Logo Questions Linux Laravel Mysql Ubuntu Git Menu
 

How would one programmatically simulate lower processor frequencies?

I'm interested in running a program at a specific frequency (like 25MHz) on my 2GHz+ processor. The only method I can think of for doing something like this is using a microsecond precision sleep function, but I am unsure of how to calculate how long the thread should sleep for in order to match a specific frequency. Any tips or other ideas? I'm doing this in C on an X86 Linux OS.

like image 449
ytrp Avatar asked May 02 '11 18:05

ytrp


1 Answers

There are a couple of problems here. This first what you are trying to simulate. Modern processors clock at 2Ghz but pipeline instructions so an individual instruction may take 10-30 clocks to finish. By putting a sleep in the thread you break the pipe-line. The second is how granular you want to have you simulation. Do you need to have instruction level timing of can we fake it by putting some space between functions.

My last thought is that you are likely not wanting to simulate a modern processor running at 25Mhz, but some type of ARM chip on an embedded device. If this is the case there are very good simulators for most of these chips already on the market. Compile your code to native instructions for your target chip, them use an already available simulator if one is available.


Edit:

So as I now understand it you want to execute an instruction on of a virtual processor 25M times a second. What I might try is an adaptive approach. You have lots of time to "mess around" between instructions. start by putting some spacing, sleep will probably work, between each instruction. Note in an array with as much precision as possible when each virtual clock started keep a rolling average of say the last 25, 100 or 1000 cycles. If the average rises above 25Mhz start adding more space. If it is too slow reduce the space.

As I said originally, it is very hard to calculate the amount of time an instruction takes on a modern processor. The first set of instructions may run a little too fast or slow, but a technique like this should keep it as close to the right speed as a typical oscillator on a comparable hardware implementation would.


Exercise directions: Pull out every line in the data that has the string "xlabel" in it.

Supplied material:

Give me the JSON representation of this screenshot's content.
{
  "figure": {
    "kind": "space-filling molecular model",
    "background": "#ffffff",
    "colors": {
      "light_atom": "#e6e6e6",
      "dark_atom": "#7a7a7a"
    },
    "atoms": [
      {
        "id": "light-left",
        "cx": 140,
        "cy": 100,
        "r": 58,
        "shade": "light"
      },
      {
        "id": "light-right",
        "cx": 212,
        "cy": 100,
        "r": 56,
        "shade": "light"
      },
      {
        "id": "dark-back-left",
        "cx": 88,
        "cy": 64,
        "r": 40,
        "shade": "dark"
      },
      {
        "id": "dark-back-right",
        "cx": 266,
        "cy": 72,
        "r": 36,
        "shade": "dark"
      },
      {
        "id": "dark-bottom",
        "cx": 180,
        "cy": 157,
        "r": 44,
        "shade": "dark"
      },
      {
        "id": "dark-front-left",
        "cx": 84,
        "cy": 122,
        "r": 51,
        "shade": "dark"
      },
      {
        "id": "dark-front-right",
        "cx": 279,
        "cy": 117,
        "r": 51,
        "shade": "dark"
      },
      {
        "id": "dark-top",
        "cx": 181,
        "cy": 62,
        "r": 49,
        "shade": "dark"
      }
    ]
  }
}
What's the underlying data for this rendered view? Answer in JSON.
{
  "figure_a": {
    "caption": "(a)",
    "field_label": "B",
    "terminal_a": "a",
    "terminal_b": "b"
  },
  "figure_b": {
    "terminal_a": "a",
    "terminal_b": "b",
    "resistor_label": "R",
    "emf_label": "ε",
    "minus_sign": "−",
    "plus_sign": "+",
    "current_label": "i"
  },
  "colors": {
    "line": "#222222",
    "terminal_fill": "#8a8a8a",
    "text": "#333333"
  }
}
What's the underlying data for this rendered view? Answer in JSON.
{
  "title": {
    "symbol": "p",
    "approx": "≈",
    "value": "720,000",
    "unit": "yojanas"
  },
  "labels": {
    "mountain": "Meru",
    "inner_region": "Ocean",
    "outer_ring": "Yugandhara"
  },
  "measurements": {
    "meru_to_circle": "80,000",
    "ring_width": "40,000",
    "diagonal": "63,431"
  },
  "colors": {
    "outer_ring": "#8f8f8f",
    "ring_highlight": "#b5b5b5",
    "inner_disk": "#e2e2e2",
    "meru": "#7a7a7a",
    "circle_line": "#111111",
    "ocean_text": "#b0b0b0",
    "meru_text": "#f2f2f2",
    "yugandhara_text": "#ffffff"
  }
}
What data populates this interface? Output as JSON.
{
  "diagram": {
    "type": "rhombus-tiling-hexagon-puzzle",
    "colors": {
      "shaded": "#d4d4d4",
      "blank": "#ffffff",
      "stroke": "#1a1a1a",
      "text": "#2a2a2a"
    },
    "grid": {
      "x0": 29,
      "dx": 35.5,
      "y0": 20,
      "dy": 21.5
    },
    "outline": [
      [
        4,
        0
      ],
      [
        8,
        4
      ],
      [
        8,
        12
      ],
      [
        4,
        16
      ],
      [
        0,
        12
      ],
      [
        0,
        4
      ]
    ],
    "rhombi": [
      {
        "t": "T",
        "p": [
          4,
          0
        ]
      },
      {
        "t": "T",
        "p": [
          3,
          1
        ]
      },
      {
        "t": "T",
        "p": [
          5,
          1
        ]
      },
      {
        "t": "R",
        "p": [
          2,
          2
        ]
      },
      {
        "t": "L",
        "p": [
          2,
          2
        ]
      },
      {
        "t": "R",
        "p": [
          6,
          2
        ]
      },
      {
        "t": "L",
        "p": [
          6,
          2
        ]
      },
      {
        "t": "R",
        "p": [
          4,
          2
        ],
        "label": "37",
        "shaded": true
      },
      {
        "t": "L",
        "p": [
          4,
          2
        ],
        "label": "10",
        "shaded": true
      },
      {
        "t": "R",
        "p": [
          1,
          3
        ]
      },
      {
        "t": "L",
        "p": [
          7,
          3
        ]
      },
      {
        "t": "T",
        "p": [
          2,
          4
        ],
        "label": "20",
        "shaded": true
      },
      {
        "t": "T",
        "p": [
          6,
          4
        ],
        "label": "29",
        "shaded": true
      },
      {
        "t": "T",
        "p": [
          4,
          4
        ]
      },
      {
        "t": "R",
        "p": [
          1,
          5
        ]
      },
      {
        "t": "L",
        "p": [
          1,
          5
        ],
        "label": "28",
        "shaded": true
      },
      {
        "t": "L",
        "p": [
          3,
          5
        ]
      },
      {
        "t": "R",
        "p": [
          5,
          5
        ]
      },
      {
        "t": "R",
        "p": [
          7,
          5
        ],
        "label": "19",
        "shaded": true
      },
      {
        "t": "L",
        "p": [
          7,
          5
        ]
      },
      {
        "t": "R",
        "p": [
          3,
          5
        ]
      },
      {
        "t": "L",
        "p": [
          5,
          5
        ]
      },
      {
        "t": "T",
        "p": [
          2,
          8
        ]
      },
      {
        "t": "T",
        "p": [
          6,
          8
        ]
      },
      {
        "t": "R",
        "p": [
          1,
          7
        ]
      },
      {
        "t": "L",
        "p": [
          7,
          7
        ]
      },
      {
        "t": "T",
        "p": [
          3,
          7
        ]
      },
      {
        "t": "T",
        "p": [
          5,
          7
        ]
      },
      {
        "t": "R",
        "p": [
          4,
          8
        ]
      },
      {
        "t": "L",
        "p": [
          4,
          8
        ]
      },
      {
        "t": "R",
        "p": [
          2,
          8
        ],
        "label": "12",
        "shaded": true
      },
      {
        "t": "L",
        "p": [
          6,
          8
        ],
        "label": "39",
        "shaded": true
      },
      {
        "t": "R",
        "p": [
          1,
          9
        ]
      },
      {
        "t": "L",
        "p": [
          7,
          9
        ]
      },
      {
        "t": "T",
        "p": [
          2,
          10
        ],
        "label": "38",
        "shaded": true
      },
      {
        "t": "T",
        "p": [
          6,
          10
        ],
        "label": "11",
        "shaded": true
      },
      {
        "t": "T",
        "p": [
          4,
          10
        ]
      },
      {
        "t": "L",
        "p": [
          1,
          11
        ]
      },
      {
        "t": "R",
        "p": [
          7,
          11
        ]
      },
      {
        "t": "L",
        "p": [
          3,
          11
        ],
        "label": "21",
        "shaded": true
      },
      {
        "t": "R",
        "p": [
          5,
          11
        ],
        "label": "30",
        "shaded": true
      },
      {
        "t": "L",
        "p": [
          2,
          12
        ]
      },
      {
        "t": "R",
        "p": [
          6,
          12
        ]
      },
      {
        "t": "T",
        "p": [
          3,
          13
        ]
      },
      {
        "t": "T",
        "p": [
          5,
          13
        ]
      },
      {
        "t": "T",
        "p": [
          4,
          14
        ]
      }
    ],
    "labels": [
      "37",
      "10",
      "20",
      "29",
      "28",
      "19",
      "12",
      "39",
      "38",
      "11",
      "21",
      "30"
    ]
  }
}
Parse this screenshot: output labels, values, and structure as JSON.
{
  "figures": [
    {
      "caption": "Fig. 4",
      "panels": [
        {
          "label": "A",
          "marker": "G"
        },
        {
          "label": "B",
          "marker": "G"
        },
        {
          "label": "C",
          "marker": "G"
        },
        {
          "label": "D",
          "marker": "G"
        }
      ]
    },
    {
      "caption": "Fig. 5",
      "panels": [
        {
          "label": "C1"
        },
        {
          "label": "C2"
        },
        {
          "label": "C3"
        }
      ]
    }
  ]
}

--

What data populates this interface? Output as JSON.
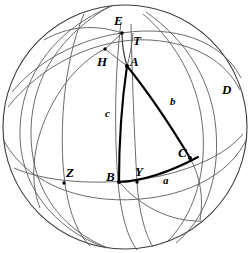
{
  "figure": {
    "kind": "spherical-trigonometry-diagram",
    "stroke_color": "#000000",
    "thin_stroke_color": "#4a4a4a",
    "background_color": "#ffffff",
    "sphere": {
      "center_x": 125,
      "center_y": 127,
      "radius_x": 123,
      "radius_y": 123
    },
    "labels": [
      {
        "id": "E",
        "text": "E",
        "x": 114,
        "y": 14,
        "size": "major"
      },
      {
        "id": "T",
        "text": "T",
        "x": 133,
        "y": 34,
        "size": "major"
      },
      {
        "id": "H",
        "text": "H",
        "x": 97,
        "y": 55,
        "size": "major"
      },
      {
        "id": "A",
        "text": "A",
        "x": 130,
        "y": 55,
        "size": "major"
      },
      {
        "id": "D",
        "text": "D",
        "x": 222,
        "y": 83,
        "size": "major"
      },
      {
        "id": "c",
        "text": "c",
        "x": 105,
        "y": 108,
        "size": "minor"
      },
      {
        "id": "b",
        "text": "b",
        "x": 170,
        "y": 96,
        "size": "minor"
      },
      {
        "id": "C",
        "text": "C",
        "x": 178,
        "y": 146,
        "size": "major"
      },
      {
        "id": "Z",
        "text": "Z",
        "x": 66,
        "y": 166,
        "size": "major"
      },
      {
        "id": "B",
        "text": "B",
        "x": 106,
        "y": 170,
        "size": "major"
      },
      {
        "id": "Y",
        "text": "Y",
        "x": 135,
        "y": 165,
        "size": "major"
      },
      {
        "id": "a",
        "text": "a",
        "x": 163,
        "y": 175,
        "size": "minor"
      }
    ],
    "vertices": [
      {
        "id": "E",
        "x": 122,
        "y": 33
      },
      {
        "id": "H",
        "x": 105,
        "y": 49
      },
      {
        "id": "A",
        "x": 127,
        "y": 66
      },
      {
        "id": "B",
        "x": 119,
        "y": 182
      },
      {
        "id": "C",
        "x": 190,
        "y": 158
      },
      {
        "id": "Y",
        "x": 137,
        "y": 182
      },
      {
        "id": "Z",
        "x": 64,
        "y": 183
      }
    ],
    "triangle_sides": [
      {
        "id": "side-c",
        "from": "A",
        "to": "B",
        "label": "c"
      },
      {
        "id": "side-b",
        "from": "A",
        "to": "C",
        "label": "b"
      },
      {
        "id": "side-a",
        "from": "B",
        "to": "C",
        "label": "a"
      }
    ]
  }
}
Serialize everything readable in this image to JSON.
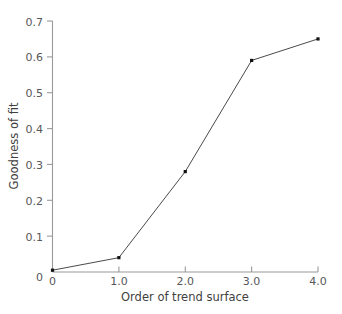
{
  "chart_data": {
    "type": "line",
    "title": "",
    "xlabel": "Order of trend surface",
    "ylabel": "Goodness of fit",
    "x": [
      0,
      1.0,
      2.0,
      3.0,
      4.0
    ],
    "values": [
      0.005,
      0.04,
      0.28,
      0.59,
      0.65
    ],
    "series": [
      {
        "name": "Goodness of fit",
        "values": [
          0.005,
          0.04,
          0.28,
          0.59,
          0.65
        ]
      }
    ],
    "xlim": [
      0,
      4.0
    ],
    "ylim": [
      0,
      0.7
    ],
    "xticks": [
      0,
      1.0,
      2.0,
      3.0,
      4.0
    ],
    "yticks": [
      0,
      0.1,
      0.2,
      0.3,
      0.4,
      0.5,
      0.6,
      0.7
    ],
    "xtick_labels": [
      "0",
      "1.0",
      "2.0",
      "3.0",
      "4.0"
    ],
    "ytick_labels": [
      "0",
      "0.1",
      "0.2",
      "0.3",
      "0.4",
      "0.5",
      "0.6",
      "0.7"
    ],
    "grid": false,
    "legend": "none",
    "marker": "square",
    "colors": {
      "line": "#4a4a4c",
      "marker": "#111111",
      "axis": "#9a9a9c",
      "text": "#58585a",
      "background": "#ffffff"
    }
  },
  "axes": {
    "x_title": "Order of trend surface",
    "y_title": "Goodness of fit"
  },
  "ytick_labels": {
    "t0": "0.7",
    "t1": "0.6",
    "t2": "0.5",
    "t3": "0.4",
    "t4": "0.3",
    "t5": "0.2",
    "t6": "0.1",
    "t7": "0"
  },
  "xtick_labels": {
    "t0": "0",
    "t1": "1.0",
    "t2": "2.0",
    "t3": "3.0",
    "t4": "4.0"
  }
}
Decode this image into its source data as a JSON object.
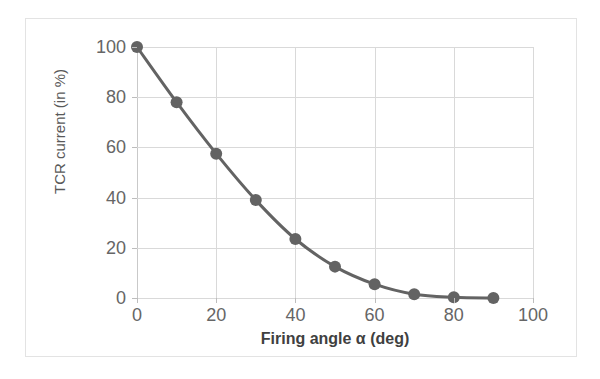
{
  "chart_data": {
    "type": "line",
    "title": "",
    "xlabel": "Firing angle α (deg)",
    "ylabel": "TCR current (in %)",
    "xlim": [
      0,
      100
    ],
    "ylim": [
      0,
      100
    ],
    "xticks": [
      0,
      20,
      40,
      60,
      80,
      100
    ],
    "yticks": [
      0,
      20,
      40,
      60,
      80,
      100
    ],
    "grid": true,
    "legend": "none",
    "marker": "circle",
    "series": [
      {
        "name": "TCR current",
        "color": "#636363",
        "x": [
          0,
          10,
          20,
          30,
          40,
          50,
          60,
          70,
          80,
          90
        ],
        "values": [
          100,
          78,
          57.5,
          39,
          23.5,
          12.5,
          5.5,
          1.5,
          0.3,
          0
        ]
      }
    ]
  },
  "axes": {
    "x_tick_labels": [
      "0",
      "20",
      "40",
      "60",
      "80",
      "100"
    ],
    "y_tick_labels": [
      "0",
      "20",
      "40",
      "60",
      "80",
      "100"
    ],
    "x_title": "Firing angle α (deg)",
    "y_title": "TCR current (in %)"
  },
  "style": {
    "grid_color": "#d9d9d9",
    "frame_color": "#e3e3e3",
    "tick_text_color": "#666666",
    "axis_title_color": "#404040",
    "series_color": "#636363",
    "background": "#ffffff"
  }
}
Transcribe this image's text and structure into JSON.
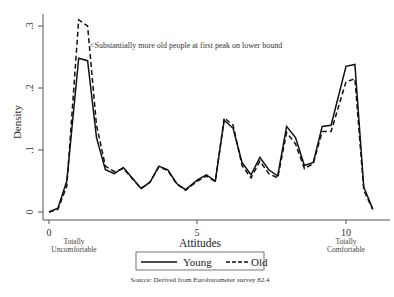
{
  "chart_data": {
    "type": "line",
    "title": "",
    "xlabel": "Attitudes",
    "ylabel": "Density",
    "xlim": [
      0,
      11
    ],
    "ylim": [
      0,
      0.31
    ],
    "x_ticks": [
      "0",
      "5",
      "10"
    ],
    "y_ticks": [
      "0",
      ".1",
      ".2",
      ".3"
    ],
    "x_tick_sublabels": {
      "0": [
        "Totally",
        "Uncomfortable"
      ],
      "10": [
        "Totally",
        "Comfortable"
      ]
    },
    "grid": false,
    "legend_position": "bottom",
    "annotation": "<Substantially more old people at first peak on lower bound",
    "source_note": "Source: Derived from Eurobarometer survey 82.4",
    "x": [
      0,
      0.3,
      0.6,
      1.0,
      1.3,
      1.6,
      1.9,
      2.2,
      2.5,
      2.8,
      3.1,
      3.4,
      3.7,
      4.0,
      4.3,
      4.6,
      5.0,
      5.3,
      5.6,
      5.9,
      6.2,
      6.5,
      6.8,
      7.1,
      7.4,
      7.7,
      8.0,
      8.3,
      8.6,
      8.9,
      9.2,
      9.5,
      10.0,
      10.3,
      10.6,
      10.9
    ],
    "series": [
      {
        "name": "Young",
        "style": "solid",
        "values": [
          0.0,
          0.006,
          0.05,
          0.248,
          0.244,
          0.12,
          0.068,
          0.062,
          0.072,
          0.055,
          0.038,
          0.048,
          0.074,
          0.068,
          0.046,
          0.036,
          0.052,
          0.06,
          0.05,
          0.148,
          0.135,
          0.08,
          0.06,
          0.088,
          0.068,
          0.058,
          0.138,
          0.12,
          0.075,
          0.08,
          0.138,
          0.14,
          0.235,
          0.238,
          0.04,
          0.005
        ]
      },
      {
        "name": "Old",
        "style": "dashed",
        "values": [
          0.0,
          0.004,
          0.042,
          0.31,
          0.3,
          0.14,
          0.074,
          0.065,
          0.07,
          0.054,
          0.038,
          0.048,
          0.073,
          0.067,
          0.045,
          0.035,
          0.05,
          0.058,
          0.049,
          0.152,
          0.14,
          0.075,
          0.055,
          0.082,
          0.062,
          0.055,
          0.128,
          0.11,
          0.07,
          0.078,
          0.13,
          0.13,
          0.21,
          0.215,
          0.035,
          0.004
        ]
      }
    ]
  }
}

Solution for this exercise:
    "xlabel": "Order of trend surface",
    "xlabel": "Firing angle α (deg)",
    "xlabel": "Attitudes",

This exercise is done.